I promise to love you both, protect you both, and choose you both every day for as long as you’ll have me. No conditions. No expiration date. Just us.

It was signed with his name. No corporate logo. No notary seal. Just his scribbled signature, bold and permanent.

My hands shook as I set it down. It was everything I’d ever wanted and everything that terrified me too.

“What does it say, Mommy?” Mason inquired, crawling into my lap, looking at the paper with curiosity.

I sighed. “It’s way past your bedtime, kiddo. I’ll tell you in the morning.”

“Tell me now.”

“If I tell you, will you go brush your teeth?”

He nodded eagerly. “Mm-hmm.”

“Okay. It says he wants to be part of our family.”

Mason’s eyes widened. “Like a daddy?”

The question hit me like a physical blow. We’d never talked about his father. He’d never known what it was like to have a father figure. The last thing I wanted was for him to get wind of the Jadarius drama before I had a chance to sort out my feelings about it.

“Maybe. Someday. If that’s what we all want,” I answered.

He squirmed off my lap and ran to the bathroom to hold up his end of our deal. I heard him running the water and the whirring of his electric toothbrush before he returned with the LEGO rocket kit that arrived earlier.

“Can we build it together? All of us?” Mason requested.

It was such a simple, yet enormous question.

I looked at him, the beautiful, brilliant little human who deserved everything I couldn’t give him alone, then at the contract that promised what I’d stopped believing was possible.

“Do you like Mr. H?” I asked him softly.

He nodded without hesitation. “He’s nice with a cool house. And sad. And he brought me a rocket.”

I chuckled—such simple criteria for acceptance from a four-year-old. I wished I could trust so easily. But maybe—just maybe—I could learn to.

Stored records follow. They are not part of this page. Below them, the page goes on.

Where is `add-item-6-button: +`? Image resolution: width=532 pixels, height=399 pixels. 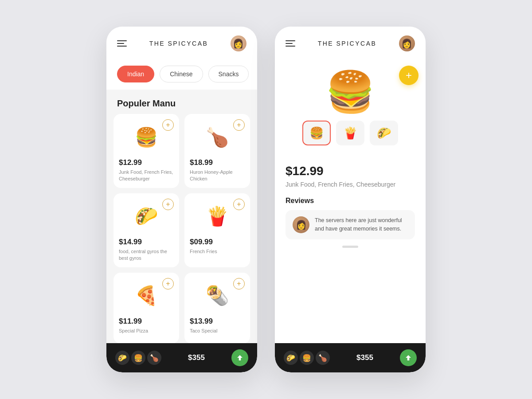 add-item-6-button: + is located at coordinates (239, 284).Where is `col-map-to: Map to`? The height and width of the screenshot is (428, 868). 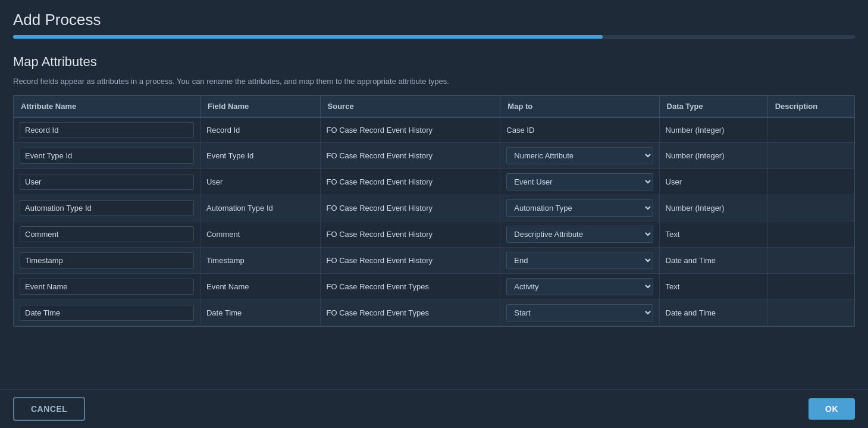
col-map-to: Map to is located at coordinates (579, 107).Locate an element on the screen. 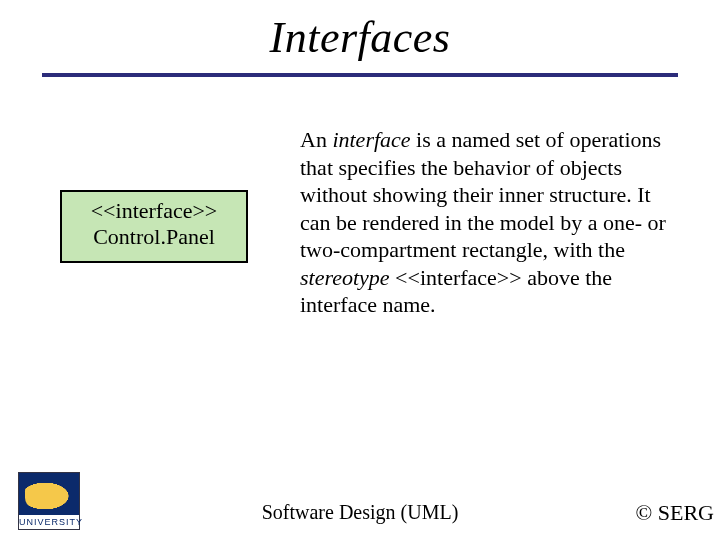 Image resolution: width=720 pixels, height=540 pixels. footer-center-text: Software Design (UML) is located at coordinates (360, 512).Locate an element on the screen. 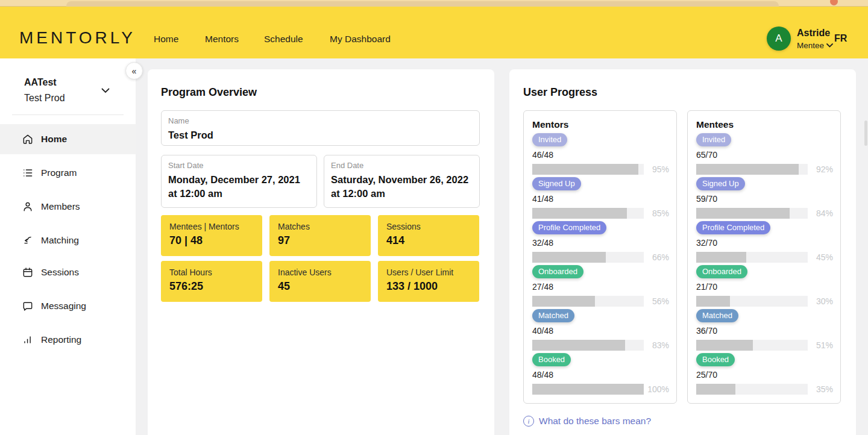 The image size is (868, 435). stage-percent: 45% is located at coordinates (825, 257).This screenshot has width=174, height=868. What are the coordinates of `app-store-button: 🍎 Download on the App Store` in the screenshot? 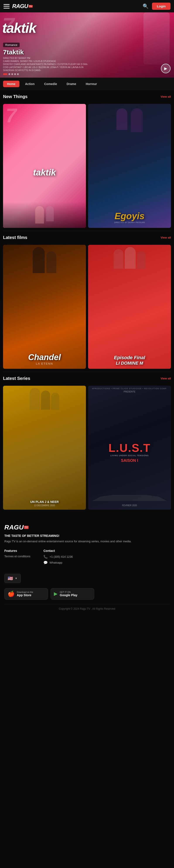 It's located at (26, 594). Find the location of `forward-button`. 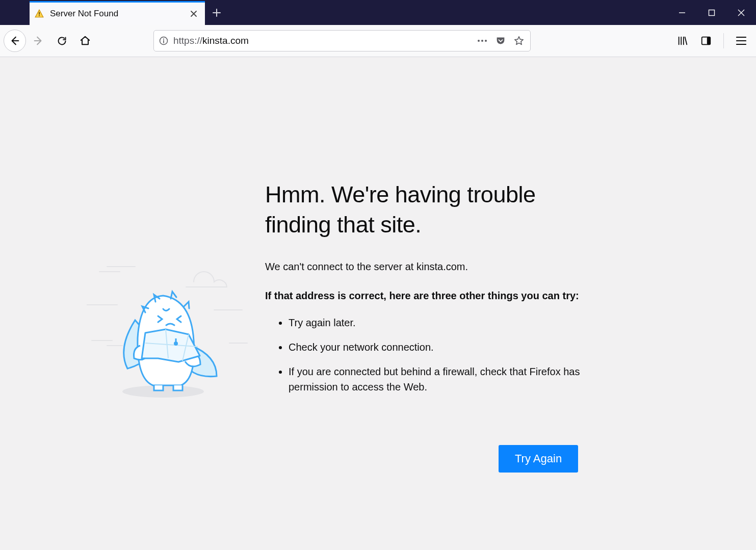

forward-button is located at coordinates (38, 41).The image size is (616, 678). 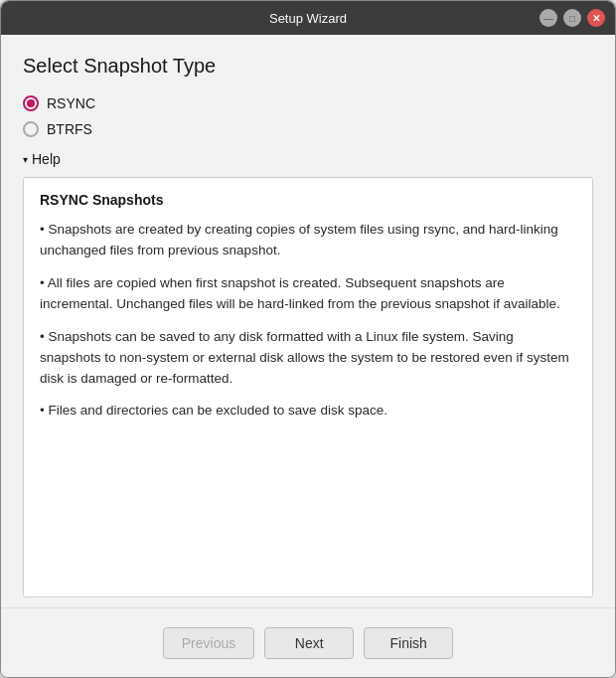 I want to click on previous-button: Previous, so click(x=209, y=643). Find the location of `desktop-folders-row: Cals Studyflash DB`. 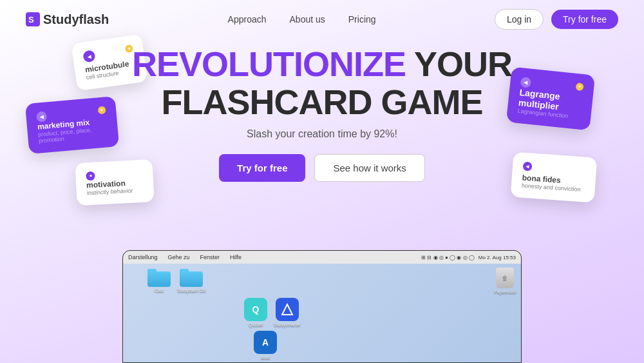

desktop-folders-row: Cals Studyflash DB is located at coordinates (332, 281). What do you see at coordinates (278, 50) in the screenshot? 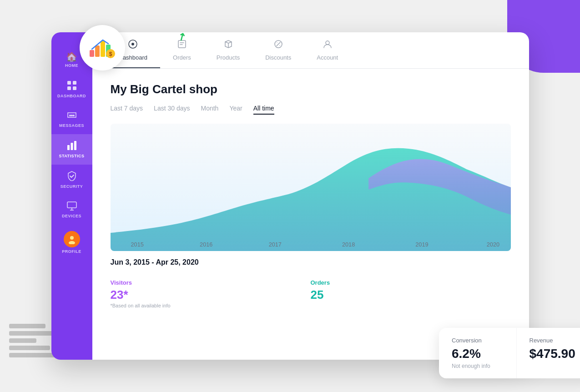
I see `nav-item-discounts: Discounts` at bounding box center [278, 50].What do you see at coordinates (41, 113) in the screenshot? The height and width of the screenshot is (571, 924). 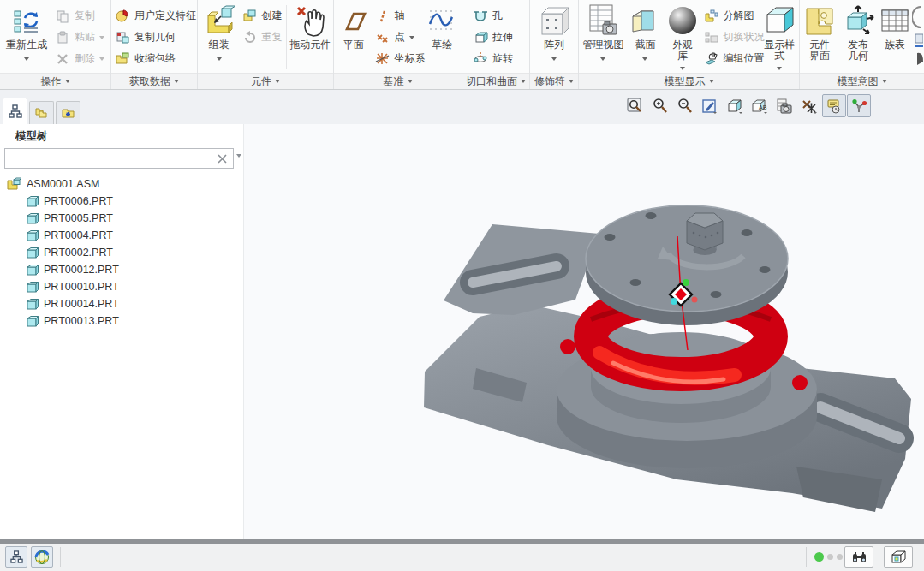 I see `tab-folder-browser` at bounding box center [41, 113].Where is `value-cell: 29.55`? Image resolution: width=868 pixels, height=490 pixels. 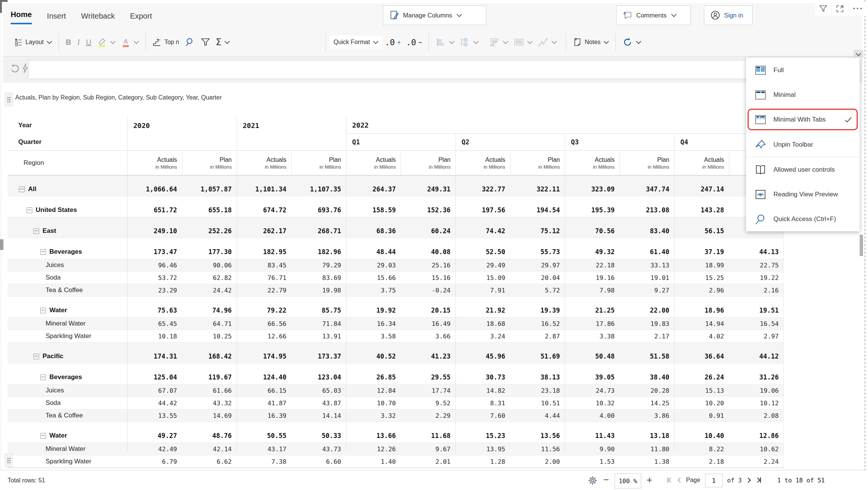
value-cell: 29.55 is located at coordinates (428, 377).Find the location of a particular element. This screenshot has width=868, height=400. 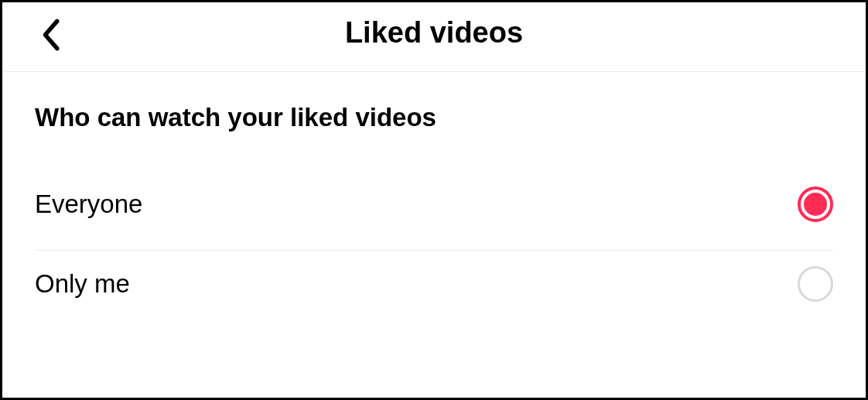

page-title: Liked videos is located at coordinates (434, 32). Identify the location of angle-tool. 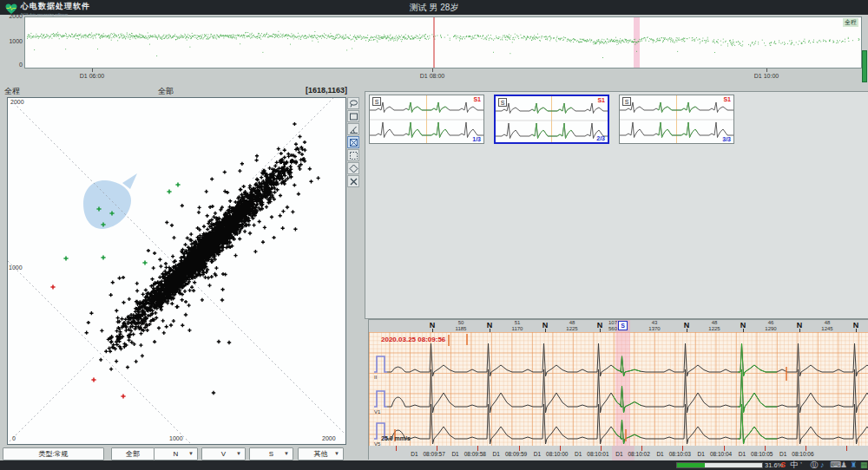
(353, 129).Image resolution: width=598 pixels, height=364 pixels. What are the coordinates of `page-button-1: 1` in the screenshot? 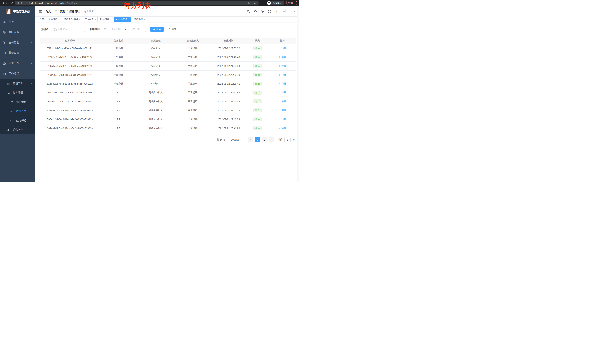 It's located at (258, 140).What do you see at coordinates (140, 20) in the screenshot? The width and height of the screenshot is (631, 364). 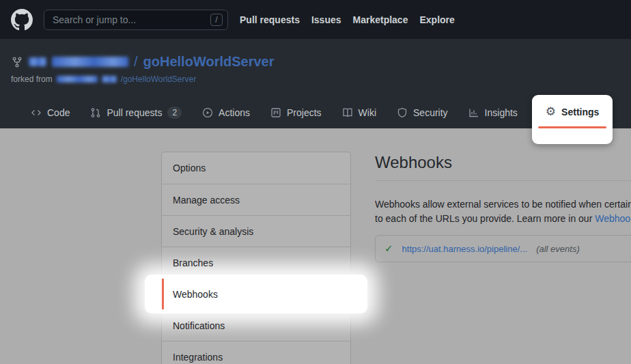 I see `search-placeholder: Search or jump to...` at bounding box center [140, 20].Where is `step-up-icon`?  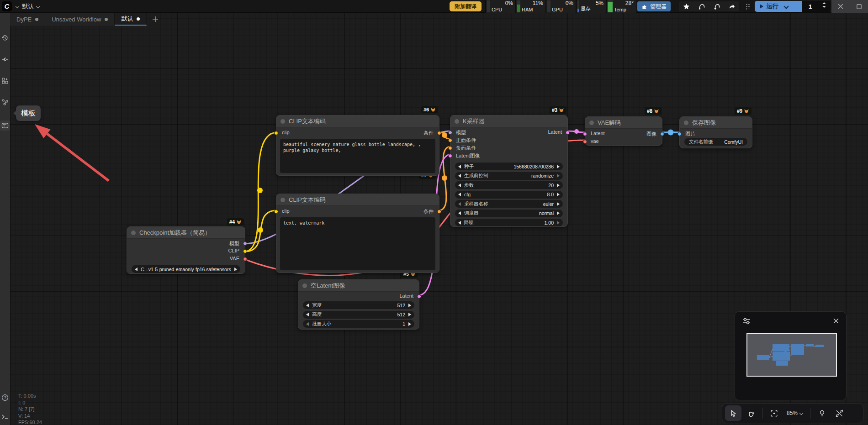 step-up-icon is located at coordinates (824, 3).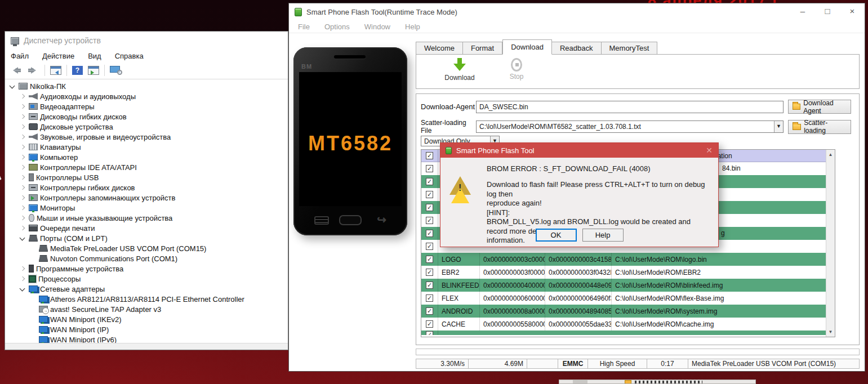  What do you see at coordinates (460, 70) in the screenshot?
I see `download-button: Download` at bounding box center [460, 70].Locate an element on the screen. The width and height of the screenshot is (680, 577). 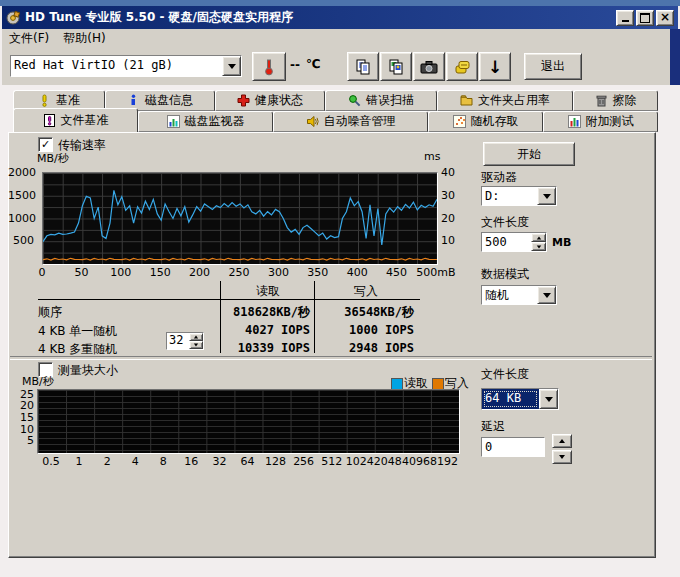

I stood up, smoothing my wrinkled T-shirt, running fingers through my tangled hair. It’d been over an hour. There was a high chance he was probably gone.No CEO waits this long on a dirty hallway floor.

But when I opened the door, he was there, sitting against the wall, tie loosened, expensive suit wrinkled, eyes closed. He looked exhausted. Human. Real. He jolted awake at the sound of the door and scrambled to his feet. His eyes found mine, filled with a hope so fragile it broke my heart.

“Hi,” I said softly.

“Hi,” he replied, voice rough from sleep and waiting.

Mason peeked out from behind me with his rocket kit clutched to his chest.

“Thank you for my present,” he acknowledged shyly.

The surprise and warmth that flooded his face were answer enough. “You’re welcome,” he replied, crouching down to Mason’s level. “I thought maybe we could build it together sometime.”

My son looked up at me, questioning. Waiting.